In fact, the unions call TAA "burial insurance." Although Department of Labor statistics reveal that 63% of last year's TAA recipients did find jobs, "on average, they took a 26% cut in pay" (p. 64). Clearly, this is unacceptable. When he was running for re-election, President Bush talked about TAA in nearly every campaign speech, preaching that retraining is the way to transform the losers of the old economy into highly skilled, high-wage earners in the new. But a job at Sam's Club, Kohl's, or Super-Wal-Mart (stores that pay $8 an hour with no benefits) is not a transformation.

Unemployed workers should not be political footballs. As President Kennedy said at the time he introduced TAA, "Those injured by [trade] competition should not be required to bear the full brunt of the impact. Rather, the burden of economic adjustment should be borne in part by the federal government...there is an obligation to render assistance to those who suffer as a result of national trade policy" (p. 63).
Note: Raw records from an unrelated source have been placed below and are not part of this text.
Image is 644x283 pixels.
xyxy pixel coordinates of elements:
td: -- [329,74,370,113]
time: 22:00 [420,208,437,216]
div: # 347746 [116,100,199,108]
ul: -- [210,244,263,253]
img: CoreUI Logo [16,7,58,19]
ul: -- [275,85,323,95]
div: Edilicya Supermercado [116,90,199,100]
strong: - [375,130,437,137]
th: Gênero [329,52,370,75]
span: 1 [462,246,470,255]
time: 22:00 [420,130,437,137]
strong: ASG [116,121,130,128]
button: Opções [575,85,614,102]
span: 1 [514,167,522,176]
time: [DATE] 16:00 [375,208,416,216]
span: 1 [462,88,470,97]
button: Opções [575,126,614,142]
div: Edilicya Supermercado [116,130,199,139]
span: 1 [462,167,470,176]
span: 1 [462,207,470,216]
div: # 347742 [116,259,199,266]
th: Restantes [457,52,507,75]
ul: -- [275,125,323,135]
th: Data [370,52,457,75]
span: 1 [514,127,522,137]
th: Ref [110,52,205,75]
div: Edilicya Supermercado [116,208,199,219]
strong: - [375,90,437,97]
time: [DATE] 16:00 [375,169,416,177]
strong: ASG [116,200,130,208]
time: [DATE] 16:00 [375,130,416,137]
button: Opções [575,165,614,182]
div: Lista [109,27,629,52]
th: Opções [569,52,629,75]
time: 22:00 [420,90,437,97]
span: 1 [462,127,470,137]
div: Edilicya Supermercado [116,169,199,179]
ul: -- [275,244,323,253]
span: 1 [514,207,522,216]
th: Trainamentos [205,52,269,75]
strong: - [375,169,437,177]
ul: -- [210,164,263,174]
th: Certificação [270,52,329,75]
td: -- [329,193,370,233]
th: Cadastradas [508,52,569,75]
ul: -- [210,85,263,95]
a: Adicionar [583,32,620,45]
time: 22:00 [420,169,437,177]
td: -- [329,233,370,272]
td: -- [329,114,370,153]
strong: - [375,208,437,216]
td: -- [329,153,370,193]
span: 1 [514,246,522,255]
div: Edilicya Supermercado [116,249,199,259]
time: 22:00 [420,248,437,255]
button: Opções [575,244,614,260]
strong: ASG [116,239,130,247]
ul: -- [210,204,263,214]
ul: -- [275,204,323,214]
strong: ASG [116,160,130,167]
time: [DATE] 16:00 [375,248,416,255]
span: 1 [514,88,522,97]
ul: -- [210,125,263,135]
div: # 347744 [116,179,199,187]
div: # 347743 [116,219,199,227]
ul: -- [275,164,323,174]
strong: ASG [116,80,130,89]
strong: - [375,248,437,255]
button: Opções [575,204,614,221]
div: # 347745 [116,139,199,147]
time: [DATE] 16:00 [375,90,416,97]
Having said all this, it must be pointed out that outsourcing itself is not the cause of the suffering. The government's lack of effective administration of its own program, created specifically to address the issue -- its lack of commitment to helping unemployed citizens -- needs to be addressed.

Conclusion

Outsourcing is here to stay. The practice of sending jobs overseas is part of globalization and the worldwide shift to information technology. Through the practice of outsourcing work, employers can remain competitive by sub-contracting work to foreign workers abroad who gladly work for lower wages. Consumers reap the benefits of cheaper prices. Workers abroad in developing countries gain money to spend and become our customers. Outsourcing results in the creation of new jobs, and helps to make more money become available for training and new equipment. The jobs that disappear to other countries leave American workers with better and higher-paying jobs in the long run. Sending work to other countries has been found to benefit nearly everyone. It's a good thing.

References

Feldman, W. & Feldman, P. (2005). In or out? Journal of Property Management, 70 (1), Jan/Feb, 32-35.
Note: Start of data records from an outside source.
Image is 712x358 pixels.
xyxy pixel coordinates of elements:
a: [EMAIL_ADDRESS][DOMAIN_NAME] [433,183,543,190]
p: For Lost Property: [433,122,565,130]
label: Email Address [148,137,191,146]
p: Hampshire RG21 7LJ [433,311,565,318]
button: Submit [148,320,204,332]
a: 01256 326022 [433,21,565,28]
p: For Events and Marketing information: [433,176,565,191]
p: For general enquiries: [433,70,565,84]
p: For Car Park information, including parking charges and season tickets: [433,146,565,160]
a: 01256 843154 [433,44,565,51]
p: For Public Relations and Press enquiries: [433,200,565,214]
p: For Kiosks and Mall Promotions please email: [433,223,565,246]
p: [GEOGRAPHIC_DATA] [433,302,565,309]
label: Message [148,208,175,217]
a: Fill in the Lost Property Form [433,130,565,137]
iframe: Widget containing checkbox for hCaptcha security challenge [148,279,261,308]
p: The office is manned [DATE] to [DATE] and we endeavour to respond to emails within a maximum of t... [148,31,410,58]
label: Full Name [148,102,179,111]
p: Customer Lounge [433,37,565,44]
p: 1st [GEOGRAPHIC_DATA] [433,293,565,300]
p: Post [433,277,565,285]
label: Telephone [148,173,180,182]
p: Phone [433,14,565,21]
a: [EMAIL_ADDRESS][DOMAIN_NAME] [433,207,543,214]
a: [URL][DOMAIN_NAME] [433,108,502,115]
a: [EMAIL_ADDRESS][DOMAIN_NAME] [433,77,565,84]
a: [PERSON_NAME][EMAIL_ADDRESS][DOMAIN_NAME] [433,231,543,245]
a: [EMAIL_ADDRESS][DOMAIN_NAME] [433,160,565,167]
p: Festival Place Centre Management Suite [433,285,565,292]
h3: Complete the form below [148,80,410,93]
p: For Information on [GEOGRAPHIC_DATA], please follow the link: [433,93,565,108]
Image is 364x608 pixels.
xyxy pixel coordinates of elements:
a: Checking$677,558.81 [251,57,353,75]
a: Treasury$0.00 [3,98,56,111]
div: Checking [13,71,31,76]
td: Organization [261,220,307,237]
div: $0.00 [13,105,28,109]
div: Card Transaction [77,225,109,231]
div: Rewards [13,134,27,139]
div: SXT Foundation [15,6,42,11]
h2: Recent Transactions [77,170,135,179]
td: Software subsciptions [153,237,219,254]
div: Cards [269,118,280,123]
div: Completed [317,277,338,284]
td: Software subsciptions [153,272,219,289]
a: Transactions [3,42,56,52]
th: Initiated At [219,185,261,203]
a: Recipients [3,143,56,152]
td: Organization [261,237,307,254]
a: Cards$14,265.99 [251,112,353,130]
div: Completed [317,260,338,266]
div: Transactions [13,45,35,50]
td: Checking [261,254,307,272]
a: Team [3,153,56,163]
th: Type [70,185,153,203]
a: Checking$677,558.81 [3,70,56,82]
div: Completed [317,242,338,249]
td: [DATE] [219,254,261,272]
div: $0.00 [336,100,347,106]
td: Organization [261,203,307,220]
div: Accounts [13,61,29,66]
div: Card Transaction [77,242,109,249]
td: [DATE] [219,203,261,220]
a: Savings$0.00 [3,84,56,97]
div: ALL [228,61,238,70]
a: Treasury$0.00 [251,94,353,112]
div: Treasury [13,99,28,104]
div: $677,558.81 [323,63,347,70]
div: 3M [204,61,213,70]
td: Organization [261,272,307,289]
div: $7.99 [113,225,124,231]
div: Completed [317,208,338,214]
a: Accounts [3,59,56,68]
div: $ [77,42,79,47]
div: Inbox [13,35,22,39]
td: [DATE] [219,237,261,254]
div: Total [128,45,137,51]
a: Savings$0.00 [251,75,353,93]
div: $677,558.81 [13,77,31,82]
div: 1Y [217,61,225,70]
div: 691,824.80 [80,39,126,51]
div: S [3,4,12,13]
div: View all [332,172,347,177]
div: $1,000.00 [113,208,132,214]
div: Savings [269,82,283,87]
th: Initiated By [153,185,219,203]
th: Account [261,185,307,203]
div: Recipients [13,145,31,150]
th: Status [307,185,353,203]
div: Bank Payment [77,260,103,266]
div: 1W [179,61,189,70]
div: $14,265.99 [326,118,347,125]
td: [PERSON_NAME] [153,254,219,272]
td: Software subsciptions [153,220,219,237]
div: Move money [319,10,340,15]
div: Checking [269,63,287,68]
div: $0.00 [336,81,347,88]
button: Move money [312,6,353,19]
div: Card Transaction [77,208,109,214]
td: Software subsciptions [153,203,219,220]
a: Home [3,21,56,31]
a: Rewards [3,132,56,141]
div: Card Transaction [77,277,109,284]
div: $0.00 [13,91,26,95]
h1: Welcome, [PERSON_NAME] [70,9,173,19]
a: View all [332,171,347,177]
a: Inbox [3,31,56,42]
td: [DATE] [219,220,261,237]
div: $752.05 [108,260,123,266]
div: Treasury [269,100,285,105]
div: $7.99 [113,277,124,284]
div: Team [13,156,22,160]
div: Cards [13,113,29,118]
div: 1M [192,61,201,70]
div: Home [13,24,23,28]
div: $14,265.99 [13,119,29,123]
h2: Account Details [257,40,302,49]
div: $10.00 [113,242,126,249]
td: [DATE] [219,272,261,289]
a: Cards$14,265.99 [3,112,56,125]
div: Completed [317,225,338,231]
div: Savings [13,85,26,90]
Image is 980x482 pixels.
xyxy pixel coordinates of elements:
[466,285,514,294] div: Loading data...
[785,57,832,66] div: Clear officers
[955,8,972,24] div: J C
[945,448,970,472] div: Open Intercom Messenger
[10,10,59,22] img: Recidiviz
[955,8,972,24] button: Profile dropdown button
Jones, D. (2005). Offshoring...benefits the consumer. USA Today, accessed 7/14/06: JOE139485141905.

Kinetz, E. (2005). Trading down. Harper's, 311, July, 62-64.

Malachuk, D. (2004). Offshoring is a two-way street. National Real Estate…

Sources used in this document:
References

Feldman, W. & Feldman, P. (2005). In or out? Journal of Property Management, 70 (1), Jan/Feb, 32-35.

Jones, D. (2005). Offshoring...benefits the consumer. USA Today, accessed 7/14/06: JOE139485141905.

Kinetz, E. (2005). Trading down. Harper's, 311, July, 62-64.

Malachuk, D. (2004). Offshoring is a two-way street. National Real Estate Investor, 46 (5) May, 76.